Little Altars Everywhere
When my baby was born, my husband bought me this book to occupy myself during the boring hours of the hospital stay. He knew how much of a fan I am of Rebecca Wells' Ya-Ya books. As it turns out, I didn't have time to read it. It was only this month that I finally cracked the binding. Yesterday, a mere two weeks after starting to read bits and pieces when I could, I closed the back cover and was finished. Fiction isn't usually my choice but once in a while there is an authour who makes me care about her characters and brings a story that touches me. Wells has managed such a thing with her group of Ya-Ya's in Thornton, LA.
As the third novel in the series, Little Altars Everywhere branched further into the Ya-Ya's and fellow Thornton denizens. We jumped from timeline to timeline and came parallel to stories we've read before, but now from a different perspective. We got to know the Petite Ya-Ya's as adults in a way that previous books just didn't have the space to give us, and are introduced to the Tres Petites, the grandchildren of the original four wild queens.
It's what my husband would most definitely label "a chick book" as it does focus on the inner strength of women, feelings and relationships, but I believe it's more than my reproductive organs and gender identity that connects with
this series. We all have families and time marches on, with or without us, whether we pay attention or not. The serene carribean ocean is vast just as the baby is growing. Both forces are just too big to stop. That can be comforting, but it can also be alarming if you realise how many moments you've already missed because something little, something that's altogether trivial, was more important. How much time is spent building the safety net of family, where brothers and sisters rely on each other? I have no connection to my brothers and sisters and, at this point in my life, I don't feel like I'm missing anything. I do wish they were different people so that I could feel bad for not having a stronger net, but
as they are, I don't have much confidence in any of them. The ship has sailed, so they say. For my children, the emphasis on family is a strong one. They have an opportunity to grow together and support one another, accepting and forgiving as family ought to do. They have an opportunity to be better people. I believe they already are better people, in spite of all the negative influences. I watch my older sons wade their way into the Gulf, swimming on their own but staying close enough to each other, and I see their baby brother keeping a watch on them from the beach. While the oldest is still a bossy first-born, the middle still cries foul, the daughter still steals the limelight and the baby still gets his way, I see an acceptance and happiness they have in each other that can't be duplicated anywhere else. It sustains them when they're away from each other and helps them to find the joy in life anywhere they are. They have the security of knowing they will always be there for each other. That love and support will always be there.
It's inspiration to have more good times. Is inspiration needed for such a thing? Sometimes it is. I have an occassional desire to cocoon, one which is self-destructive since I'm extroverted and need positive interaction with people to feel energised. Bumps in the roads break my stride and I begin to feel unsure, so I slow down, stop, or withdraw. When the safety net that my friends have become give me the kick in the butt I need, whether they realised they've done it or not, I'm back moving again. If I were to trust and rely on them consistently, I'd never cocoon. It's their support and honesty that has pushed me forward and lent me confidence on many things that I never would have had otherwise. It also helps that they're smarter than me and know what they're talking about.
A lot of us move around in our lifetimes and begin new chapters to our lives in places we've never been before. We have friends that we have to email or call long-distance instead of meet for a coffee or a beer in the evening. A lot of us are thousands of miles away from the trees we climbed as children or the places we parked as teenagers. But an "altar" is about more than a physical manifestation of a memory. It's the representation of that memory and what that memory means to us. It's a representation of the happiness, strength and security. There are little altars everywhere, not just in Thornton, LA with a fictional bunch of women and their fictional children. We all have our own altars that we treasure going back to, when we take the time to remember what means the most to us.
"From Jennifer: Michael and Bailey" photo courtesy of Jennifer Bensley, taken 2001 in Romeoville, Illinois.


> [How to complete this task] Exactly the lines from the opening of the data through the line containing "Task: Click on the input: Japanese" should be reproduced, please, with nothing added.

(Collected data entries)
>>

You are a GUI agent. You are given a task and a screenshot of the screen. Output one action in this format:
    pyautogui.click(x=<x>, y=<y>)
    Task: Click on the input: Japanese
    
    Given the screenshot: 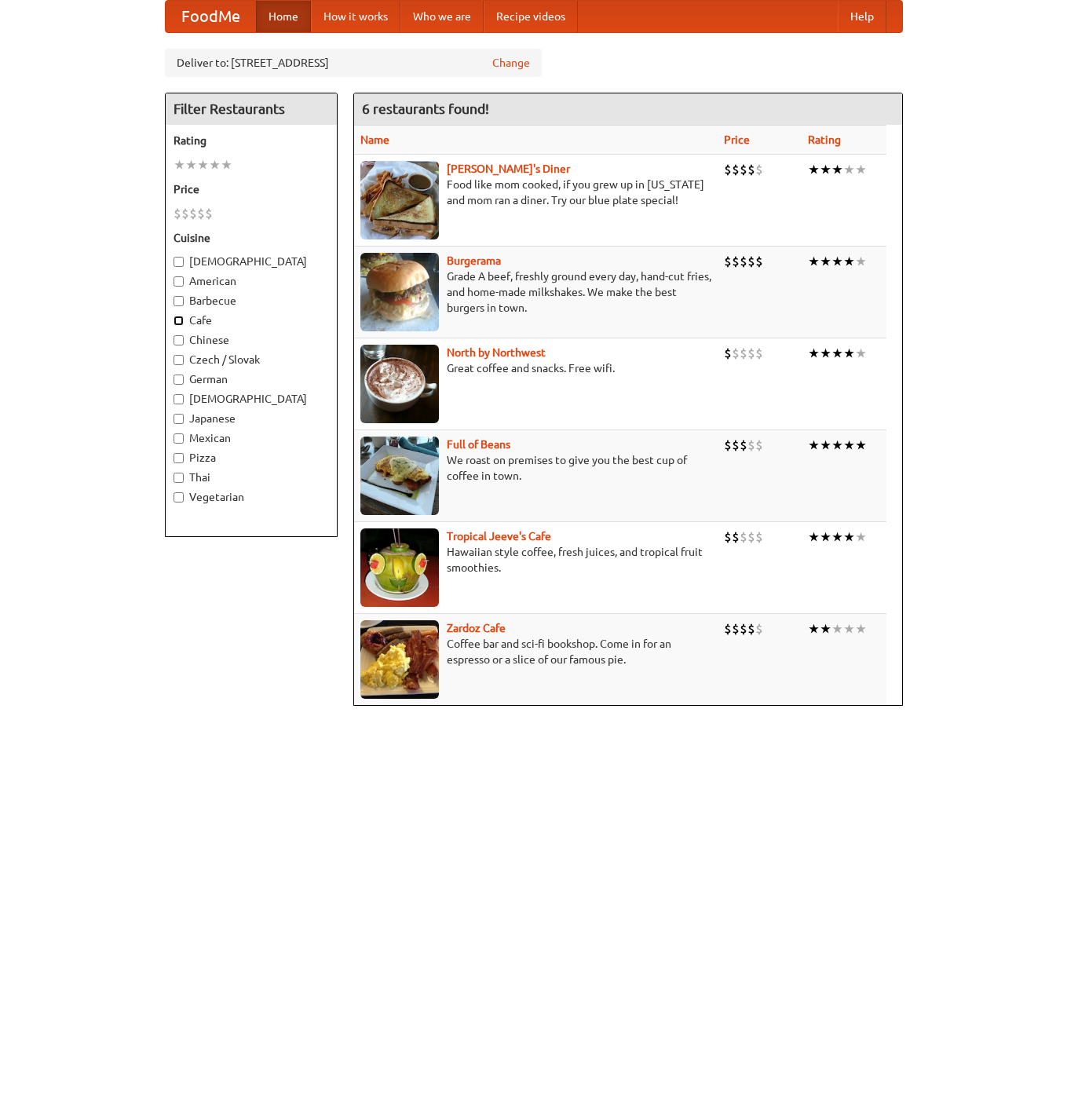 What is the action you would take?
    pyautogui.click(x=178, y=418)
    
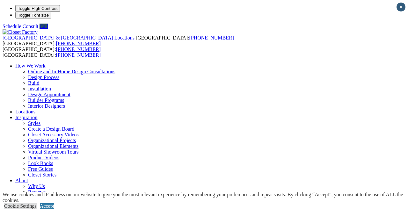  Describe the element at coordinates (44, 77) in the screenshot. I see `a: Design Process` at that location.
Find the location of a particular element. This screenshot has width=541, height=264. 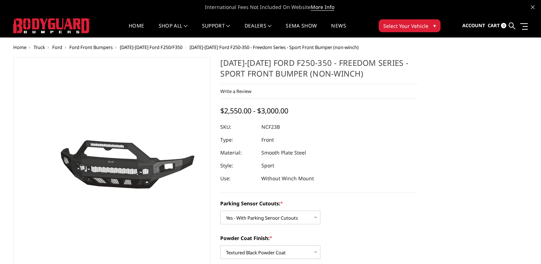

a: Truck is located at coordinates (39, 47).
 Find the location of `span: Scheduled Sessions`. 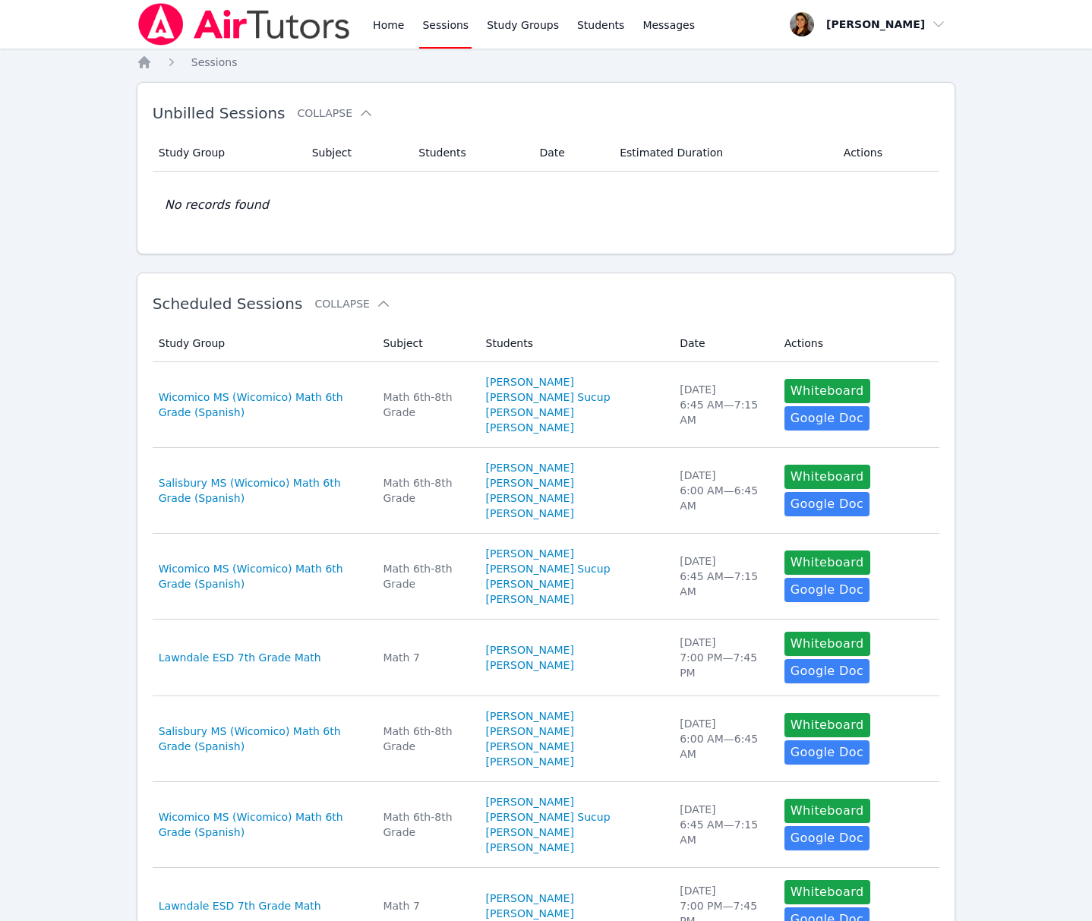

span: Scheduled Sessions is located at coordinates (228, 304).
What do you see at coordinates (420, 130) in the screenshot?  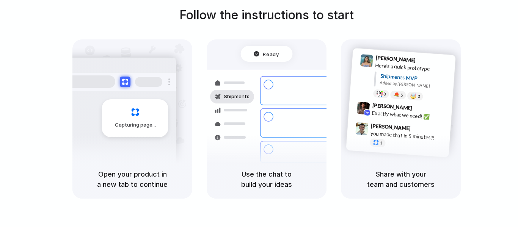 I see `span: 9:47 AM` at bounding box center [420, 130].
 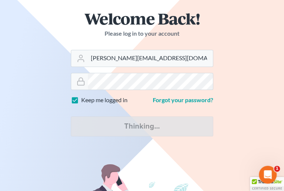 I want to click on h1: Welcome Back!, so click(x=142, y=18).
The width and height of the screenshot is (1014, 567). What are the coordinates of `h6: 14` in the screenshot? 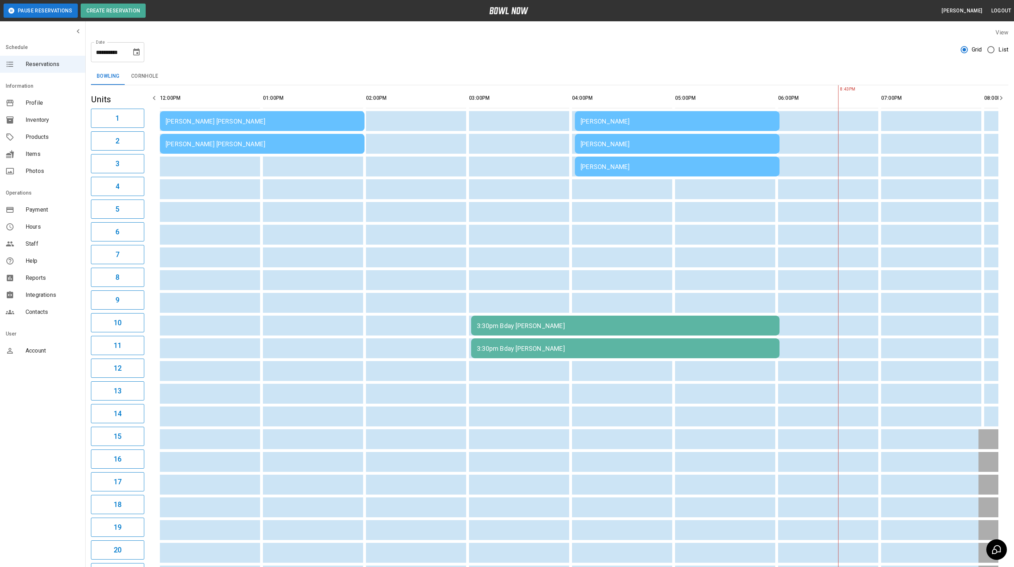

<<

> [Answer for the task]
You are a GUI agent. You are given a task and a screenshot of the screen. Output one action in this format:
    pyautogui.click(x=<x>, y=<y>)
    Task: Click on the input: Japanese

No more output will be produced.